AWS Resource Access Manager
In this guide, you’ll learn how AWS Resource Access Manager (AWS RAM) enables secure, scalable sharing of AWS resources across accounts and within AWS Organizations. By centralizing resource-sharing configurations, AWS RAM reduces operational overhead and enforces consistent access controls in multi-account environments.
Key Steps for Sharing Resources with AWS RAM
Select Resources
Choose the resource types you want to share—such as subnets, transit gateways, or AWS License Manager configurations—and add them to a new resource share.Specify Principals
Grant access to AWS accounts, organizational units (OUs), or your entire AWS Organization. You can mix and match account IDs, OU IDs, or organization IDs as principals.Create the Resource Share
Review your configuration and create the share. AWS RAM will provision permissions automatically so that authorized principals see and use the resources in their own accounts.
Note
Once a resource share is active, shared resources appear in the AWS Console of each authorized account under “Shared with me.” IAM policies and service-linked roles must be configured appropriately to allow full access.
Common AWS RAM Resource Types
Resource Type | Description | Example Use Case |
Amazon VPC Subnet | Share VPC subnets across multiple accounts | Deploy EC2 instances in a shared network |
AWS Transit Gateway | Central hub for inter-VPC connectivity | Connect VPCs across different accounts |
AWS License Manager | Distribute and manage software licenses | Centralize license pools organization-wide |
Route 53 Resolver Rule | Share DNS resolution policies | Enforce DNS rules across environments |
Best Practices
Implement least-privilege IAM roles and policies for shared resources.
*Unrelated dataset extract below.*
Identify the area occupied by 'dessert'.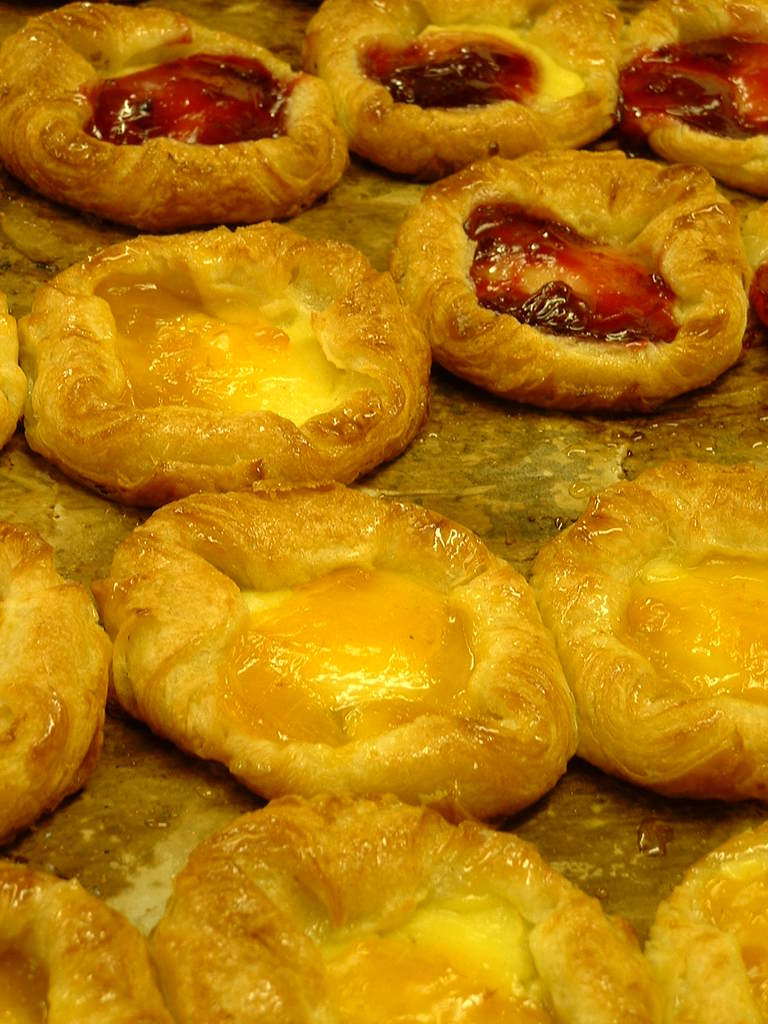
Area: detection(0, 860, 177, 1023).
Audit resource share activity using AWS CloudTrail.
Tag shared resources for cost allocation and tracking.
Identity Federation
Identity federation enables users authenticated by an external Identity Provider (IdP) to access AWS resources without managing separate AWS credentials. By establishing a trust relationship between your IdP and AWS Security Token Service (STS), you can issue temporary, scoped credentials that improve security and simplify user management.
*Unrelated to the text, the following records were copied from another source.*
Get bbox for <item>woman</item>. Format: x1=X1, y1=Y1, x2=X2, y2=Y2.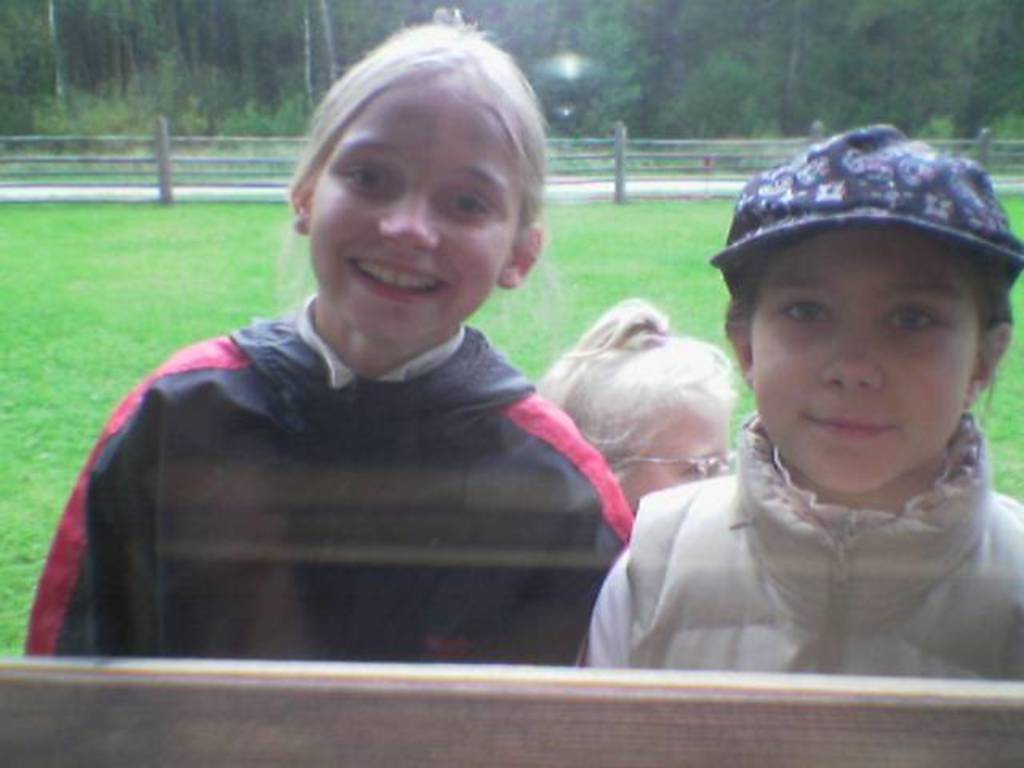
x1=534, y1=291, x2=739, y2=517.
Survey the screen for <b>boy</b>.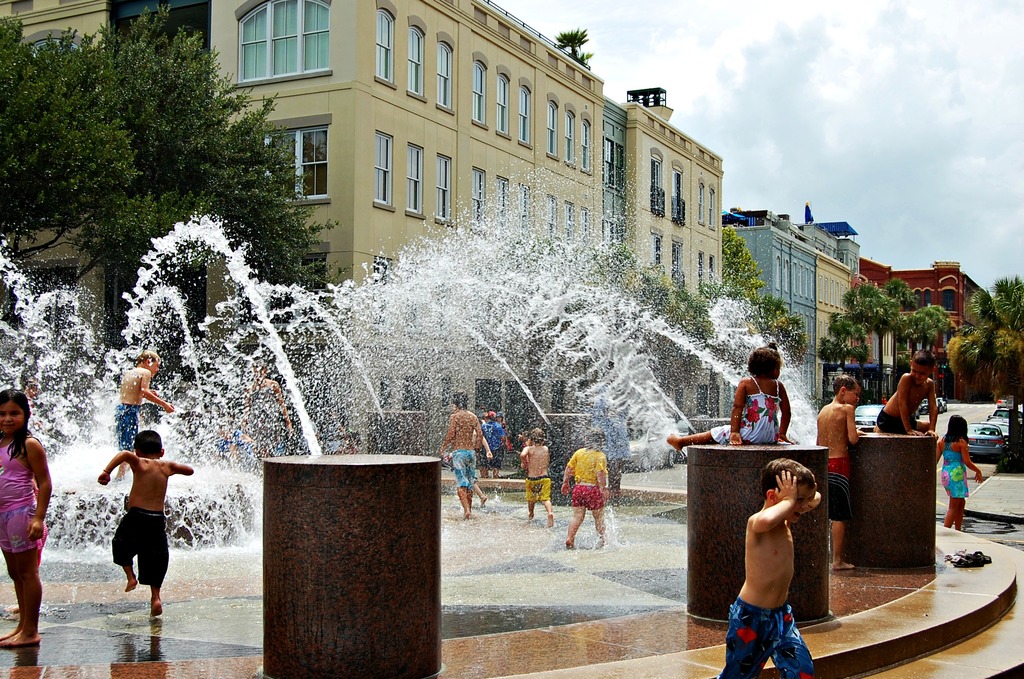
Survey found: bbox=(517, 426, 583, 526).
How Identity Federation Works
When you federate identities with AWS:
A user signs in to your organizational IdP (e.g., Active Directory Federation Services, Okta).
The IdP returns an authentication response (SAML assertion, OIDC token).
Your application or client calls AWS STS to exchange the response for temporary credentials.
AWS STS issues short-lived security credentials (access key ID, secret access key, session token).
The user or application uses these credentials to call AWS APIs.
Note
Temporary credentials are valid for a limited duration (from 15 minutes up to 12 hours). Always request only the permissions required to follow the principle of least privilege.
AWS Federation Standards
AWS supports multiple federation protocols, enabling integration with on-premises directories, web identity providers, and custom IdPs.
Protocol | Use Case | AWS Integration |
SAML 2.0 | Enterprise federation (LDAP, Active Directory) | AssumeRoleWithSAML API |
OpenID Connect | Modern web/mobile apps | AssumeRoleWithWebIdentity API |
OAuth 2.0 | Granular authorization for APIs | Supported via OIDC/OAuth flows |
Web Identity Federation
Web and mobile applications can let users sign in with social or external IdPs (e.g., Facebook, Google, Amazon, Apple). The flow typically follows these steps:
User selects a provider (e.g., Google) on your app’s login page.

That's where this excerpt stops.